Published October 11, 2019 This content is archived.
A new preclinical study by UB researchers reveals the genetic basis of relapse, one of the most detrimental but poorly understood behaviors related to addiction.
Craig Werner, is first author on a paper published Oct. 9 in Science Advances that demonstrates how prolonged abstinence after cocaine use drives gene changes that promote relapse. Werner did the work as a postdoctoral fellow in the Department of Pharmacology and Toxicology at the Jacobs School of Medicine and Biomedical Sciences at UB; he is now a postdoctoral fellow at the National Institute on Drug Abuse Intramural Research Program of the National Institutes of Health.
“The fact that addiction is a lifelong disease suggests that something in the brain is maintaining that vulnerability to relapse, but until now, we didn’t see how gene expression changed during abstinence to contribute to this behavior,” Werner says.
The UB study begins to explain why abstinence, both in humans and in preclinical rodent relapse models, intensifies the craving for cocaine over time, facilitated by drug-associated cues. Those cues can be anything that is associated with the rewarding properties of the drug, whether it’s a physical location, fellow addicts or drug paraphernalia.
“The novelty of our current paper is that it begins to reveal what happens on a cellular basis, what genes are turned on and off during a prolonged period of abstinence,” says David M. Dietz, senior author and chair of the Department of Pharmacology and Toxicology.
The new paper reports on a preclinical study with laboratory rodents who learned to self-administer cocaine and were then withdrawn from the drug.
The research focused on the nucleus accumbens, a center of reward and motivation in the brain. The researchers looked specifically at molecules known as chromatin remodelers that can facilitate or prevent access to DNA, ultimately affecting gene expression.

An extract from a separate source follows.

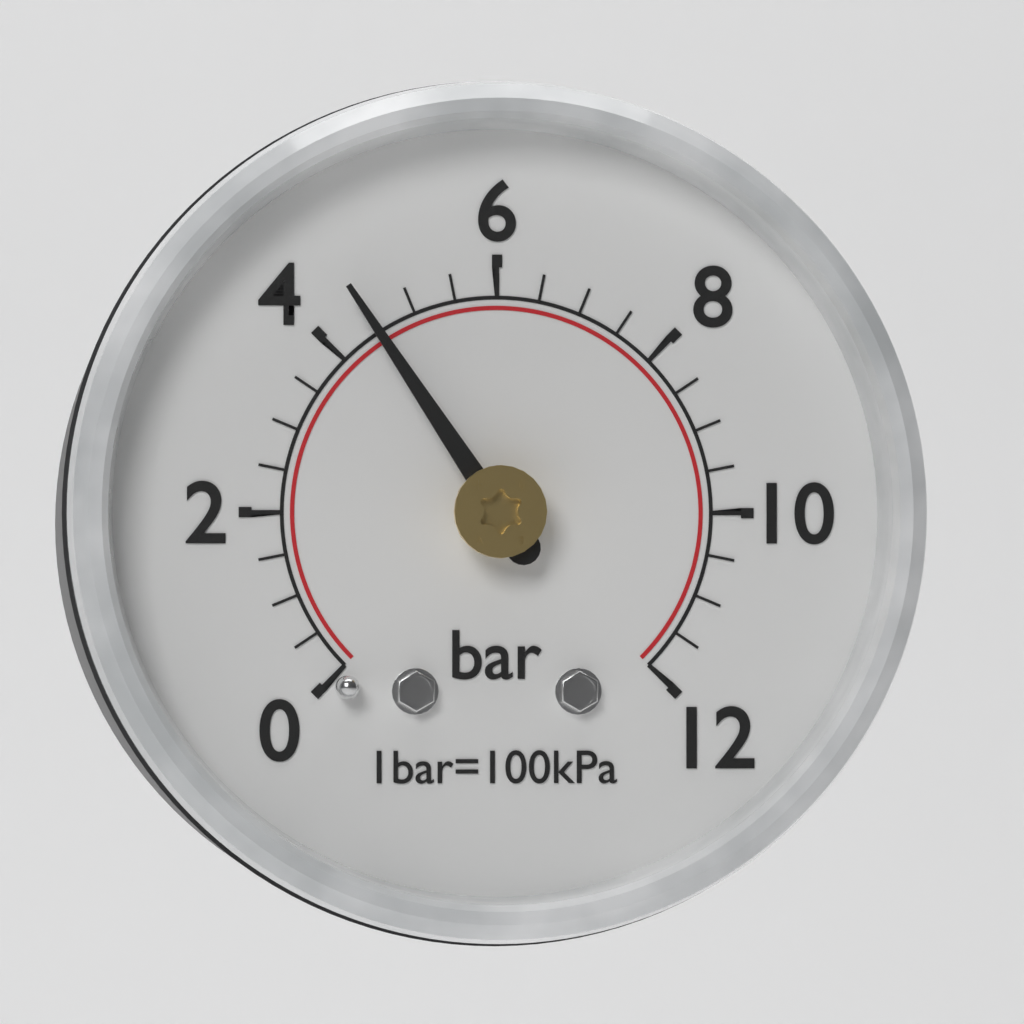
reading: 4.5 bar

They found that chromatin remodeler INO80 causes changes in gene expression that enhances cocaine-craving behavior. While there was no change in expression of INO80 after one day of abstinence from cocaine, there was a significant increase after 30 days of abstinence.
The findings also reveal how a class of proteins called E3 ubiquitin ligases facilitates relapse. Currently the subject of well-funded research in the pharmaceutical industry for psychiatric and neurologic diseases, E3 ubiquitin ligase proteins have yet to be well-explored in terms of their relevance to addiction and relapse. Last year, Werner and his UB colleagues published the first paper regarding another one of these proteins and its role in addiction and relapse.

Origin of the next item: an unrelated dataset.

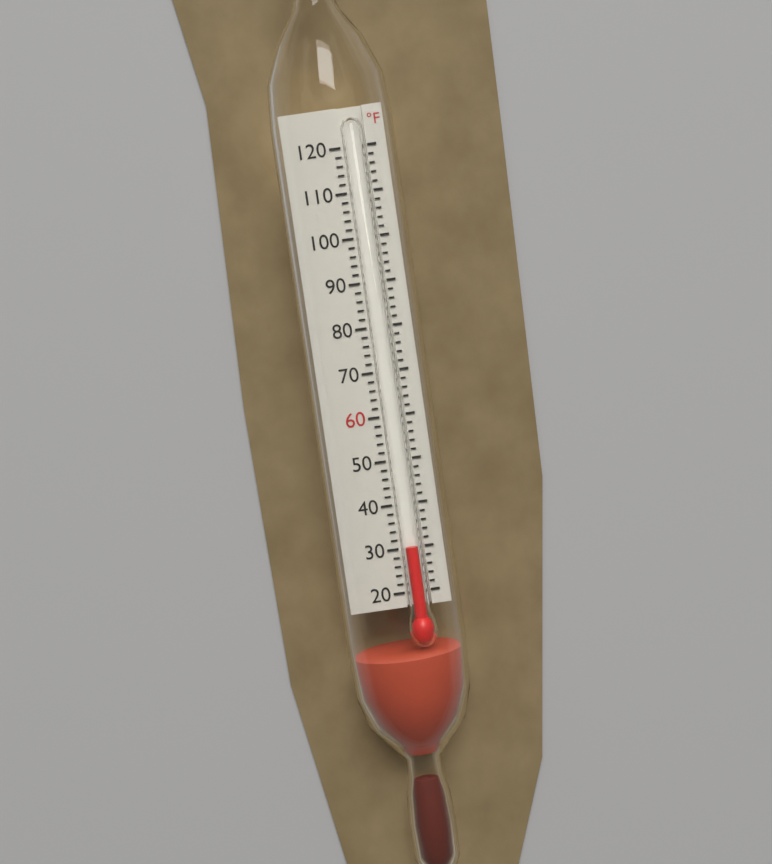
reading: 30 °F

The current UB study reveals that an E3 ubiquitin ligase called TRIM3 tags INO80 with an ubiquitin chain, indicating to the cell to degrade INO80. The researchers found that a decrease in TRIM3 likely underlies the observed increase in INO80 — less TRIM3 means less INO80 being degraded.
“When there’s less TRIM3 and more INO80, that leads to an increase in drug craving,” Werner explains, “but when there’s more TRIM3 and less INO80, drug-craving behavior is reduced.”
They found this effect whether they manipulated INO80 directly or through the alterations of TRIM3 levels, he says.
“INO80 affects some combination of target genes,” Werner says. “In the future, we want to find out which of those downstream genes are contributing to drug-craving behaviors. This would be a big first step into this really new territory of how gene expression maintains relapse vulnerability.”
While potential therapeutic targets are, of course, the ultimate goal, the UB researchers emphasize that their research is allowing critical pieces of the addiction puzzle to fall into place.
“Part of the problem with addiction is that we don’t know exactly what has changed in the brain,” Dietz notes. “Yes, we have found a potential therapeutic target, but the target itself is being modified by the addicted state. Until we have a better picture of what has changed with any one aspect of addiction, we will be stuck in terms of developing better treatments. This finding shines a light on the muddy waters of the neurobiology of addiction.”
In addition to Dietz and Werner, UB co-authors are S. Mitra, J.A. Martin, A.F. Stewart and Z.J. Wang of the Department of Pharmacology and Toxicology’s Program in Neuroscience. Other co-authors are A.E. Lepack, A. Ramakrishnan, L. Shen and I. Maze of the Friedman Brain Institute, Icahn School of Medicine at Mount Sinai; R.L. Neve of Massachusetts General Hospital; A.M. Gancarz of California State University; and P.H. Gobira of UB and the School of Pharmaceutical Sciences at the University of Sao Paolo.
The research was funded by the National Institute on Drug Abuse of the NIH.